Direction and specificity of the failure. P0117 sets when the ECT signal voltage is too low — usually indicating either an extremely cold reading that shouldn't be possible (like -40°F when ambient is 70°F) or a shorted-to-ground signal wire. P0118 sets when the signal voltage is too high — usually indicating an open circuit or sensor failure that produces a reading above the maximum plausible temperature. P0115 is the general 'circuit malfunction' code — used when the signal is unusable but doesn't cleanly fit the high or low pattern, often because it's intermittent or noisy. Diagnostically, all three end in either sensor replacement or wiring repair, but P0117 and P0118 give you a direction up front while P0115 forces you to read the live data to figure out which way the signal is failing.

Can a bad coolant temperature sensor affect fuel economy?

Yes, noticeably. When the ECT sensor signal is unreliable, the PCM typically defaults to a fail-safe coolant temperature value that's intentionally conservative — usually a moderate warm value. The result is that cold-start enrichment runs longer than it should and closed-loop fueling either fails to engage or engages incorrectly. Both conditions waste fuel. Drivers typically see a 1-3 MPG drop when an ECT fault is active, sometimes more in cold weather where the cold-start enrichment effect is amplified. The fix is usually cheap, and the fuel economy improvement alone often pays back the repair cost within a few tanks.

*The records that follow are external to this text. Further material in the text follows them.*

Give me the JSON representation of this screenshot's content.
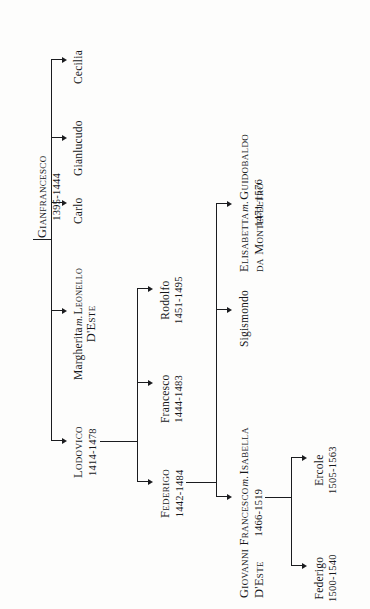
{
  "diagram": {
    "ink_color": "#1b1c1f",
    "background": "#fdfdfc",
    "text_orientation": "rotated-90-ccw"
  },
  "people": {
    "gianfrancesco": {
      "name": "Gianfrancesco",
      "dates": "1395-1444"
    },
    "cecilia": {
      "name": "Cecilia",
      "dates": ""
    },
    "gianlucudo": {
      "name": "Gianlucudo",
      "dates": ""
    },
    "carlo": {
      "name": "Carlo",
      "dates": ""
    },
    "margherita": {
      "name": "Margherita",
      "marriage": "m.",
      "spouse_line1": "Leonello",
      "spouse_line2": "D'Este",
      "dates": ""
    },
    "lodovico": {
      "name": "Lodovico",
      "dates": "1414-1478"
    },
    "rodolfo": {
      "name": "Rodolfo",
      "dates": "1451-1495"
    },
    "francesco": {
      "name": "Francesco",
      "dates": "1444-1483"
    },
    "federigo": {
      "name": "Federigo",
      "dates": "1442-1484"
    },
    "elisabetta": {
      "name": "Elisabetta",
      "marriage": "m.",
      "spouse_line1": "Guidobaldo",
      "spouse_line2": "da Montefeltro",
      "dates": "1471-1576"
    },
    "sigismondo": {
      "name": "Sigismondo",
      "dates": ""
    },
    "giovanni_francesco": {
      "name": "Giovanni Francesco",
      "marriage": "m.",
      "spouse_line1": "Isabella",
      "spouse_line2": "D'Este",
      "dates": "1466-1519"
    },
    "ercole": {
      "name": "Ercole",
      "dates": "1505-1563"
    },
    "federigo2": {
      "name": "Federigo",
      "dates": "1500-1540"
    }
  },
  "relations": [
    {
      "parent": "gianfrancesco",
      "children": [
        "lodovico",
        "margherita",
        "carlo",
        "gianlucudo",
        "cecilia"
      ]
    },
    {
      "parent": "lodovico",
      "children": [
        "federigo",
        "francesco",
        "rodolfo"
      ]
    },
    {
      "parent": "federigo",
      "children": [
        "giovanni_francesco",
        "sigismondo",
        "elisabetta"
      ]
    },
    {
      "parent": "giovanni_francesco",
      "children": [
        "federigo2",
        "ercole"
      ]
    }
  ]
}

How do I test the coolant temperature sensor?

Two methods. With the engine cold (sat overnight), use a scan tool to read the ECT live data parameter. The reading should be close to ambient temperature — within a few degrees. A reading pinned at minimum (-40°F) or maximum (250°F+) with a cold engine is the signature of a failed sensor or wiring fault. Second, disconnect the sensor and measure resistance across the terminals with a multimeter. Compare to the resistance-vs-temperature spec for your platform. Most ECT sensors read several thousand ohms at room temperature, dropping to a few hundred ohms at operating temp. An open reading (infinite resistance) or a sensor far outside the expected range confirms it's bad. Both tests together — plus a connector inspection — usually pinpoint the fault without needing a shop.

AutoLogicTools provides general automotive planning information. Trouble code interpretations, repair cost ranges, and DIY guidance vary by vehicle, model year, location, parts quality, and shop labor rate. Always verify a diagnosis with a scan tool and a qualified automotive professional before approving repairs.